Union protests LV City Council
November 20, 2008 - 10:00 pm
More than 100 Culinary union members disrupted a Las Vegas City Council meeting Wednesday, chanting, “No new city hall! No new city hall!” after a unanimous council vote to advance the project.
The chanting stopped the meeting for about five minutes as members of Culinary Local 226 marched out of the council chambers. Mayor Oscar Goodman appeared nonplused by the outburst about a project he believes is necessary to the revitalization of downtown.
Both he and council members took umbrage at the Culinary’s demonstration. Goodman got into a brief shouting match with a union official, barking out “You’re disingenuous!” and “Tell the truth!”
In separate votes, the council allocated money for planning and site preparation work for a new city hall and agreed to seek clearance for bonds to finance the project. The votes were not final approval for a new city hall. The council still must vote to issue the bonds.
Chris Bohner, the Culinary union’s research director, told the council it was irresponsible to pursue a new city hall building when the city is cutting its budget to make ends meet and seeking to revisit union contracts to slow the growth of personnel spending. The Culinary union does not represent city employees.
The proposed 250,000-square-foot city hall at the corner of Main Street and Lewis Avenue is budgeted at $150 million, although city officials seek up to $266 million in potential financing to cover construction cost increases and the cost of borrowing money.
Scott Adams, the city’s director of business development, told council members that the building would help spur further downtown development, including adjacent commercial buildings and a new hotel-casino at the nearby Union Park. Although the city faces a shortfall in operating revenues that has it in cost-cutting mode, the operating budget is separate from the monies that would used for building a new city hall.
The tax revenue from new development could pay for the building’s cost, as could redeveloping the current city hall site at Las Vegas Boulevard and Stewart Avenue, Adams said.
Bohner said the city was assuming an “if we build it, they will come” philosophy.
“There’s no guarantee that any of these projects will come,” he said.
Other council members also wondered about the risk. The existing plan calls for construction to start in May and finish by mid-2011, with the city starting to make full annual payments — estimated at $10 million — in 2016.
“Our vote today affects the next mayor and council,” City Councilman Ricki Barlow said. If the economy does not improve sufficiently in the interim, he asked, “where does it place the 2016 council?”
“That is the risk of this transaction,” Adams said. Without the expected ensuing development, “we would have a problem making the payment.” He added that an eight-year downturn would be “unprecedented.”
Council members cited the existing momentum for downtown development as reason to proceed, as well as the fact that construction costs likely will increase with time.
“I’m ready to take what little risk there is,” Goodman said, although he noted that the plan is a “jigsaw puzzle.”
“If it does all fall together, we have created a miracle,” he said. “This is not a billion to one. This is a sure thing. … It’s worth the dice on this one.”
In a separate interview, Bohner said it wasn’t worth risking a roll.
“A $250 million project in the middle of a budget crisis is inappropriate,” the Culinary union’s research director said, noting that at a recent meeting about city finances the mayor spoke of cutbacks and sacrifices. “Then they turn right around and say, ‘We want to do a quarter-billion-dollar city hall.’ “
The union has also criticized a city deal with California-based CIM Group to redevelop the Lady Luck Casino and surrounding property on Stewart Avenue, and Bohner said that tax incentives going to developers downtown could be funding education.
Possibly, said city finance director Mark Vincent. But without incentives, those projects might not have happened at all.
“It’s a chicken or the egg thing,” he said. “How did those projects get built? How it got here is because of the incentives.”
Those incentives, available in a zone known as the redevelopment area, expire in 2031.
When asked whether the goal was to pressure CIM or the planned Union Park casino to sit down with the union, Bohner only said, “Our members are hardworking taxpayers. This is a taxpayer issue.”
Councilman Larry Brown said the union’s leadership isn’t doing the members any good by stirring up opposition to projects that could create jobs.
“Let’s get everybody back on track because we’re all in this for the same reasons,” Brown said. “This kind of adversarial role means nothing.
“It’s disingenuous. It’s miscommunication. It’s cowardly.”
Contact reporter Alan Choate at achoate@reviewjournal.com or 702-229-6435.
PLAN FOR UTILIZING FEDERAL MONEY FOR ABANDONED HOMES FORWARDEDThe city of Las Vegas on Wednesday forwarded its plan on spending $20.7 million allocated to stem the tide of blighted, foreclosed homes to the U.S. Department of Housing and Urban Development, which is expected to respond to the proposals within 45 days.
The money is from federal and state sources and is part of a $3.9 billion housing package approved by Congress.
There are three parts to the plan: assistance for people buying homes, a lease-to-own program and acquiring properties to use as affordable rental housing. A property must be abandoned or foreclosed upon to qualify for funding.
The plan estimates that the money will help find residents for 298 empty homes.
Funds are expected to be available in March.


Task goal:
Reproduce the entries below in full and without error.

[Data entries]
........
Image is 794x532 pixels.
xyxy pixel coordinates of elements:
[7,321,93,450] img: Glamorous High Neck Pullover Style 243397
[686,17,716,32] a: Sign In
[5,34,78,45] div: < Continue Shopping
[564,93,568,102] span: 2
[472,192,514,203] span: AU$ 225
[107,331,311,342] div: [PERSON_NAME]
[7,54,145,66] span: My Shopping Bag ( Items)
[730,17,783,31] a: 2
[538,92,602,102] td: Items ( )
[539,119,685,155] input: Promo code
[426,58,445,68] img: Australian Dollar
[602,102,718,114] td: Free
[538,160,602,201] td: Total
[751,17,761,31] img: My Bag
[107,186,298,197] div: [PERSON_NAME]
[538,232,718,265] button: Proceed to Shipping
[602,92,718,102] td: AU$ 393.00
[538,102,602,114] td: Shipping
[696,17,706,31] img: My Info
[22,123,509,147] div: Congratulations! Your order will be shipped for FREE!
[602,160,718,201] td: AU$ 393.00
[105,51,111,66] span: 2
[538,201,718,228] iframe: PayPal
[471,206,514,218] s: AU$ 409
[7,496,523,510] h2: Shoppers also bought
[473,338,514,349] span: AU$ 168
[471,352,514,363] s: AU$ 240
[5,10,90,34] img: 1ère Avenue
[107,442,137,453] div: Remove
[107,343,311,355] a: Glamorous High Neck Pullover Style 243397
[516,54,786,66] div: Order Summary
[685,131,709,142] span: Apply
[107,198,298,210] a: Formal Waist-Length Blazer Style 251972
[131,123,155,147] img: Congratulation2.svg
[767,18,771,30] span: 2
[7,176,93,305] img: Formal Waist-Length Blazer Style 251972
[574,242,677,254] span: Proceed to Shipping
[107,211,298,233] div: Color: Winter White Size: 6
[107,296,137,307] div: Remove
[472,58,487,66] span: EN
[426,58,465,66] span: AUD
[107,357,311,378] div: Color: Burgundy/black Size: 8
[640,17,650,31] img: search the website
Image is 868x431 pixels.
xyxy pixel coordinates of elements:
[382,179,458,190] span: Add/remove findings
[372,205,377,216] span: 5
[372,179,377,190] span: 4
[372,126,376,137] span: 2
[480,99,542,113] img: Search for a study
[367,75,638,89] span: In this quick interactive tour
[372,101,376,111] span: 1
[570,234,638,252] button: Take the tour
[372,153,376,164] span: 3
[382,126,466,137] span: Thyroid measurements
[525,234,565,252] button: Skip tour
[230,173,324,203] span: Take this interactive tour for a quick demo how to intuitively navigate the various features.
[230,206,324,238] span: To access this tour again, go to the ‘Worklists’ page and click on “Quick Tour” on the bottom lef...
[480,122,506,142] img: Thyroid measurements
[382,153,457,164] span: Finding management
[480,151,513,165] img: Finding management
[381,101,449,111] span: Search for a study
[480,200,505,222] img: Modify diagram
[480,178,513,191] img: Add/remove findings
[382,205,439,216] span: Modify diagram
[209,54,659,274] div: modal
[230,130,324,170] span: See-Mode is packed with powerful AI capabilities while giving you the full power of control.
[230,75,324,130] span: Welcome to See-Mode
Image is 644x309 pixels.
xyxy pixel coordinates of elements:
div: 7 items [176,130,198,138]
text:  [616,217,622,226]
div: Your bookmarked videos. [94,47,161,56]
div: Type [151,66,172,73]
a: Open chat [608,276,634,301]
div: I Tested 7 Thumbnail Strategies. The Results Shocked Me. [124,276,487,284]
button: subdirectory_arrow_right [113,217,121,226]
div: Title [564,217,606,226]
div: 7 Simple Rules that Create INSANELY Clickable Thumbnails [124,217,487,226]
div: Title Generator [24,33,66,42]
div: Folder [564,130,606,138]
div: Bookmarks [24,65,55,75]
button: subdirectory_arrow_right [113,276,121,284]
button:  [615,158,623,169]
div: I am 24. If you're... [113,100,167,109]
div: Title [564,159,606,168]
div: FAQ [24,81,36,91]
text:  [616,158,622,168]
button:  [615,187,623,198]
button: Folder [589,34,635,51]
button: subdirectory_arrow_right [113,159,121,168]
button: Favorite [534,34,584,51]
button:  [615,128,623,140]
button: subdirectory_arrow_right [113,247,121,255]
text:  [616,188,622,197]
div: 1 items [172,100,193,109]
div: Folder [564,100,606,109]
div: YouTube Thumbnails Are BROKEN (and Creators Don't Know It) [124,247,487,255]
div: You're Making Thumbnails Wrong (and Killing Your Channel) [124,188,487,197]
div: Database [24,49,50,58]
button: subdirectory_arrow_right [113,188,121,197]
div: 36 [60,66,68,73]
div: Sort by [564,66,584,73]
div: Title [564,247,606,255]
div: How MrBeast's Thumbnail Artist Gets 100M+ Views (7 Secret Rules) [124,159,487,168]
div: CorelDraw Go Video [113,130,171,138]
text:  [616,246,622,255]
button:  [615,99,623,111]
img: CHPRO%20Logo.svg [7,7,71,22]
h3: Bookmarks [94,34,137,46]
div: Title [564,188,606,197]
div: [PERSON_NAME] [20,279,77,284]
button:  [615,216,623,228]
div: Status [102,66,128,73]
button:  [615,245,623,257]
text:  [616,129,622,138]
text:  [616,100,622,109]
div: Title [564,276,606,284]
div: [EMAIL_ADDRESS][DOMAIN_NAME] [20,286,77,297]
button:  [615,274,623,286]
........
Response:
Image is 794x532 pixels.
xyxy pixel coordinates of elements:
[7,321,93,450] img: Glamorous High Neck Pullover Style 243397
[686,17,716,32] a: Sign In
[5,34,78,45] div: < Continue Shopping
[564,93,568,102] span: 2
[472,192,514,203] span: AU$ 225
[107,331,311,342] div: [PERSON_NAME]
[7,54,145,66] span: My Shopping Bag ( Items)
[730,17,783,31] a: 2
[538,92,602,102] td: Items ( )
[539,119,685,155] input: Promo code
[426,58,445,68] img: Australian Dollar
[602,102,718,114] td: Free
[538,160,602,201] td: Total
[751,17,761,31] img: My Bag
[107,186,298,197] div: [PERSON_NAME]
[538,232,718,265] button: Proceed to Shipping
[602,92,718,102] td: AU$ 393.00
[538,102,602,114] td: Shipping
[696,17,706,31] img: My Info
[22,123,509,147] div: Congratulations! Your order will be shipped for FREE!
[602,160,718,201] td: AU$ 393.00
[105,51,111,66] span: 2
[538,201,718,228] iframe: PayPal
[471,206,514,218] s: AU$ 409
[7,496,523,510] h2: Shoppers also bought
[473,338,514,349] span: AU$ 168
[471,352,514,363] s: AU$ 240
[5,10,90,34] img: 1ère Avenue
[107,442,137,453] div: Remove
[107,343,311,355] a: Glamorous High Neck Pullover Style 243397
[516,54,786,66] div: Order Summary
[685,131,709,142] span: Apply
[107,198,298,210] a: Formal Waist-Length Blazer Style 251972
[131,123,155,147] img: Congratulation2.svg
[767,18,771,30] span: 2
[7,176,93,305] img: Formal Waist-Length Blazer Style 251972
[574,242,677,254] span: Proceed to Shipping
[107,211,298,233] div: Color: Winter White Size: 6
[107,296,137,307] div: Remove
[472,58,487,66] span: EN
[426,58,465,66] span: AUD
[107,357,311,378] div: Color: Burgundy/black Size: 8
[640,17,650,31] img: search the website
Image is 868x431 pixels.
xyxy pixel coordinates of elements:
[382,179,458,190] span: Add/remove findings
[372,205,377,216] span: 5
[372,179,377,190] span: 4
[372,126,376,137] span: 2
[480,99,542,113] img: Search for a study
[367,75,638,89] span: In this quick interactive tour
[372,101,376,111] span: 1
[570,234,638,252] button: Take the tour
[372,153,376,164] span: 3
[382,126,466,137] span: Thyroid measurements
[525,234,565,252] button: Skip tour
[230,173,324,203] span: Take this interactive tour for a quick demo how to intuitively navigate the various features.
[230,206,324,238] span: To access this tour again, go to the ‘Worklists’ page and click on “Quick Tour” on the bottom lef...
[480,122,506,142] img: Thyroid measurements
[382,153,457,164] span: Finding management
[480,151,513,165] img: Finding management
[381,101,449,111] span: Search for a study
[480,200,505,222] img: Modify diagram
[480,178,513,191] img: Add/remove findings
[382,205,439,216] span: Modify diagram
[209,54,659,274] div: modal
[230,130,324,170] span: See-Mode is packed with powerful AI capabilities while giving you the full power of control.
[230,75,324,130] span: Welcome to See-Mode
Image is 644x309 pixels.
xyxy pixel coordinates of elements:
div: 7 items [176,130,198,138]
text:  [616,217,622,226]
div: Your bookmarked videos. [94,47,161,56]
div: Type [151,66,172,73]
a: Open chat [608,276,634,301]
div: I Tested 7 Thumbnail Strategies. The Results Shocked Me. [124,276,487,284]
button: subdirectory_arrow_right [113,217,121,226]
div: Title [564,217,606,226]
div: 7 Simple Rules that Create INSANELY Clickable Thumbnails [124,217,487,226]
div: Title Generator [24,33,66,42]
div: Folder [564,130,606,138]
div: Bookmarks [24,65,55,75]
button: subdirectory_arrow_right [113,276,121,284]
button:  [615,158,623,169]
div: I am 24. If you're... [113,100,167,109]
div: Title [564,159,606,168]
div: FAQ [24,81,36,91]
text:  [616,158,622,168]
button:  [615,187,623,198]
button: Folder [589,34,635,51]
button: subdirectory_arrow_right [113,159,121,168]
button: Favorite [534,34,584,51]
button:  [615,128,623,140]
button: subdirectory_arrow_right [113,247,121,255]
text:  [616,188,622,197]
div: 1 items [172,100,193,109]
div: Folder [564,100,606,109]
div: YouTube Thumbnails Are BROKEN (and Creators Don't Know It) [124,247,487,255]
div: You're Making Thumbnails Wrong (and Killing Your Channel) [124,188,487,197]
div: Database [24,49,50,58]
button: subdirectory_arrow_right [113,188,121,197]
div: 36 [60,66,68,73]
div: Sort by [564,66,584,73]
div: Title [564,247,606,255]
div: How MrBeast's Thumbnail Artist Gets 100M+ Views (7 Secret Rules) [124,159,487,168]
div: CorelDraw Go Video [113,130,171,138]
text:  [616,246,622,255]
button:  [615,99,623,111]
img: CHPRO%20Logo.svg [7,7,71,22]
h3: Bookmarks [94,34,137,46]
div: Title [564,188,606,197]
div: [PERSON_NAME] [20,279,77,284]
button:  [615,216,623,228]
div: Status [102,66,128,73]
button:  [615,245,623,257]
text:  [616,129,622,138]
text:  [616,100,622,109]
div: Title [564,276,606,284]
div: [EMAIL_ADDRESS][DOMAIN_NAME] [20,286,77,297]
button:  [615,274,623,286]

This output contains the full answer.